In the target account, you can see a stack created with name in the format <SERVICE>-<STAGE>
, where <SERVICE>
is what you define in serverless.yml
and <STAGE>
is the environment variable you choose when creating CodePipeline stack. If you used the default configuration, the stack name becomes product-catalog-service-DEV
. This stack outputs an API endpoint with the key ServiceEndpoint
. In the next step, you test the API endpoint.
In this step, you use a postman client to test the API you just deployed. You first create a new product and then query that product using its ID. See the following code:
Create Product Endpoint: <api-endpoint>/product/create
Method: POST
Request:
{
"id": "1001",
"title": "Amazon Echo",
"description": "Amazon Echo",
"price": "89.99"
}
The following screenshot shows the successful response you receive from the create product API endpoint when above request is sent.
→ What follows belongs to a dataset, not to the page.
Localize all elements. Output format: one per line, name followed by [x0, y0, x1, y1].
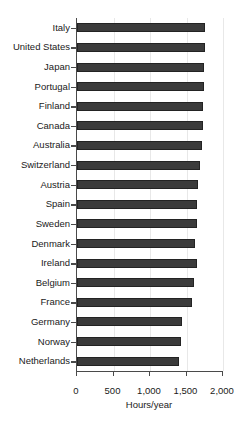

Use the following code to search the product you created using its ID:
Find Product Endpoint: <api-endpoint>/product/find/1001
Method: GET
The following screenshot shows that the product information is retrieved successfully when you find the product using its ID.
Cross-account IAM roles are very powerful and therefore need to be handled very carefully. For this post, we have strictly limited the cross-account role to specific Amazon S3, AWS CloudFormation, and API Gateway permissions. This makes sure the role has limited access. Actual creation of resources such as Lambda, API Gateway, and DynamoDB happens via the CloudFormation execution role, which is assumed by AWS CloudFormation in the target account.
To avoid incurring charges please execute following steps in their given order to remove all the resources created in target and tools account.
product-catalog-service-DEV
from target account. This removes DynamoDB, Lambda, API Gateway resources and their associated IAM roles created by serverless framework. Note that the stack name is in the format <SERVICE>-<STAGE>
. Name may differ based on the values you set for service and stage as explained in the above section Deploying the API.In this post, we showed how to integrate AWS developer tools such as CodeCommit, CodePipeline, and CodeBuild with the Serverless framework to create a CI/CD pipeline that can deploy a Lambda-based REST API from a centralized tools account to any number of target AWS accounts.
Build your own CI/CD pipeline as shown in this blog using AWS developer tools and Serverless framework.